Four years after rejecting a program to track terrorist financing over budgetary and data privacy concerns, the European Union is reconsidering the project following a string of deadly attacks in the United Kingdom and throughout the 28-nation bloc.
EU lawmakers will discuss controversies later this month surrounding an agreement to share data on terrorist financing with the United States after parliamentarians Thursday called aspects of the deal "unjust."
Defense attorneys are hoping to overturn convictions against their clients in dozens of money laundering, drug and other cases that they say may have been based on undisclosed national security data.
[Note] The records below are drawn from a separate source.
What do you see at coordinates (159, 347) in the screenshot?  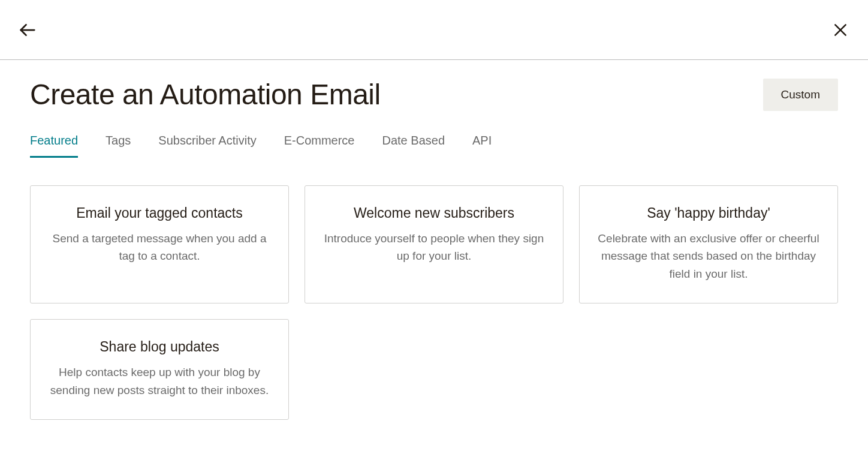 I see `card-title: Share blog updates` at bounding box center [159, 347].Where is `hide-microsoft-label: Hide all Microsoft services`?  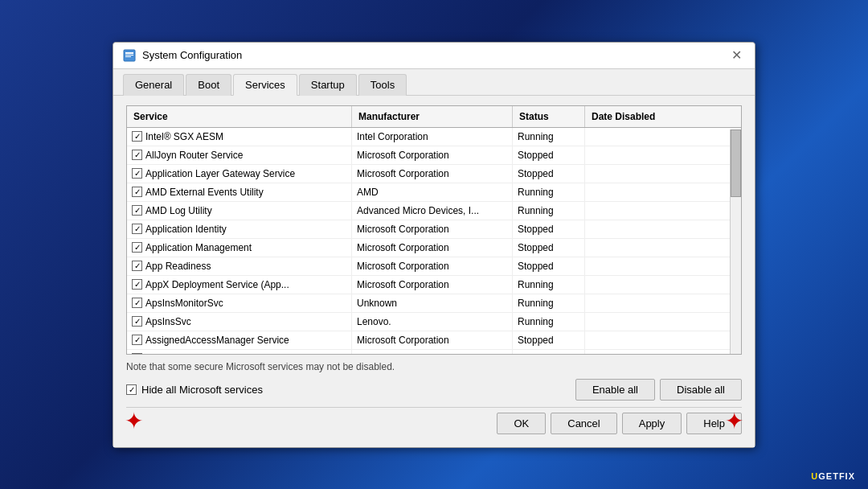
hide-microsoft-label: Hide all Microsoft services is located at coordinates (203, 389).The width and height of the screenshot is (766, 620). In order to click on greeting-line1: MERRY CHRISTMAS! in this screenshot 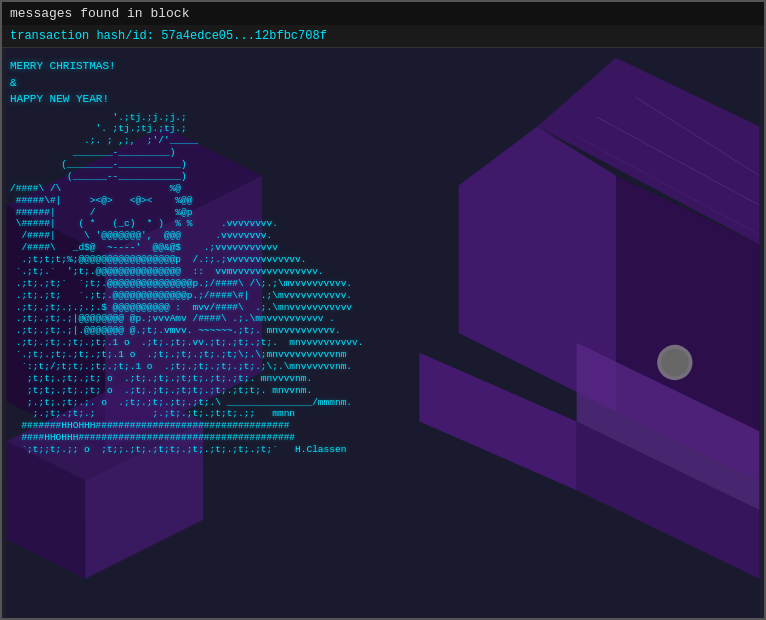, I will do `click(63, 66)`. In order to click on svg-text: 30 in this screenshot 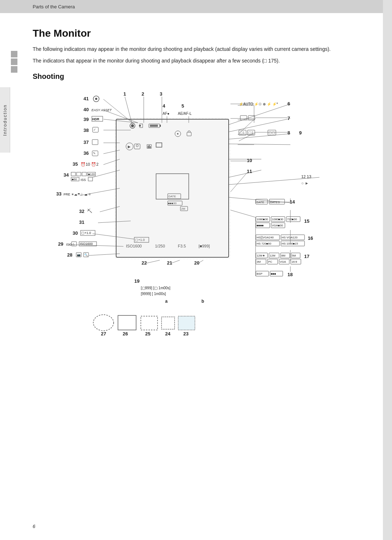, I will do `click(75, 233)`.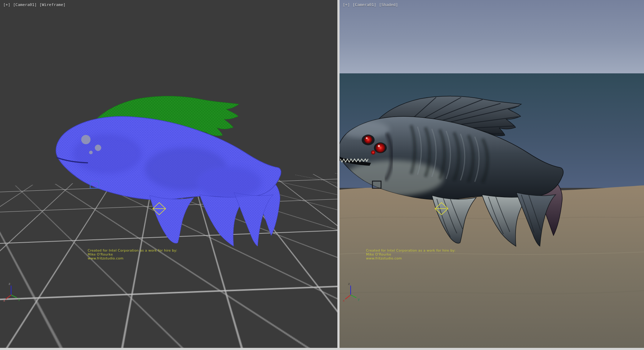 The width and height of the screenshot is (644, 350). Describe the element at coordinates (389, 5) in the screenshot. I see `viewport-shading-button: [Shaded]` at that location.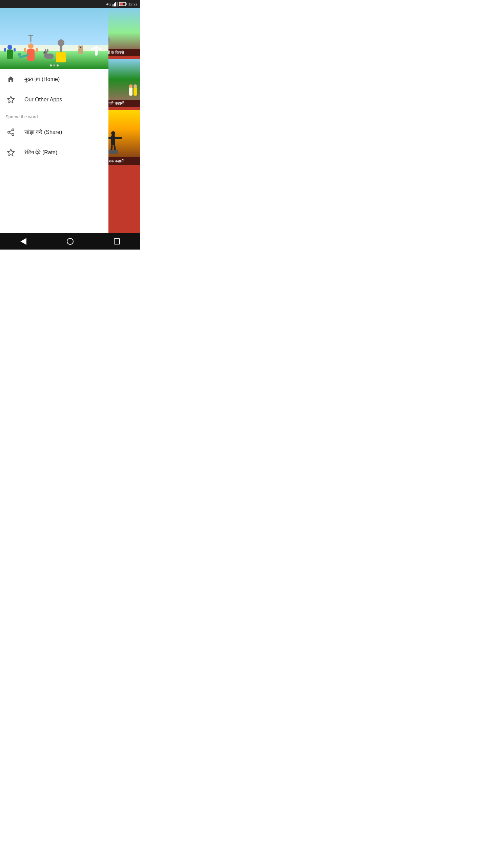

Over a year after outlining alternatives to a controversial U.S.-EU bank data-sharing arrangement, European Union leaders have yet to disclose how they would give American terrorism investigators access to sensitive financial information.
The European Union and the United States move ahead with negotiations over Swift interbank data and a New York court sentences an alleged terrorist financier to ten years in prison, in this week's news roundup.
The rejection by the EU Parliament Thursday of a data sharing agreement with the United States is likely to leave U.S. investigators without timely access to European banking data for the second month in a row.
The EU Council passed a controversial agreement Monday to extend the access of U.S. counterterrorism investigators to European financial data by another nine months.
European Union justice ministers agreed Friday on guidelines for the sharing of personal data among law enforcement agencies and European courts, giving European citizens greater assurances of privacy in terrorism and criminal cases.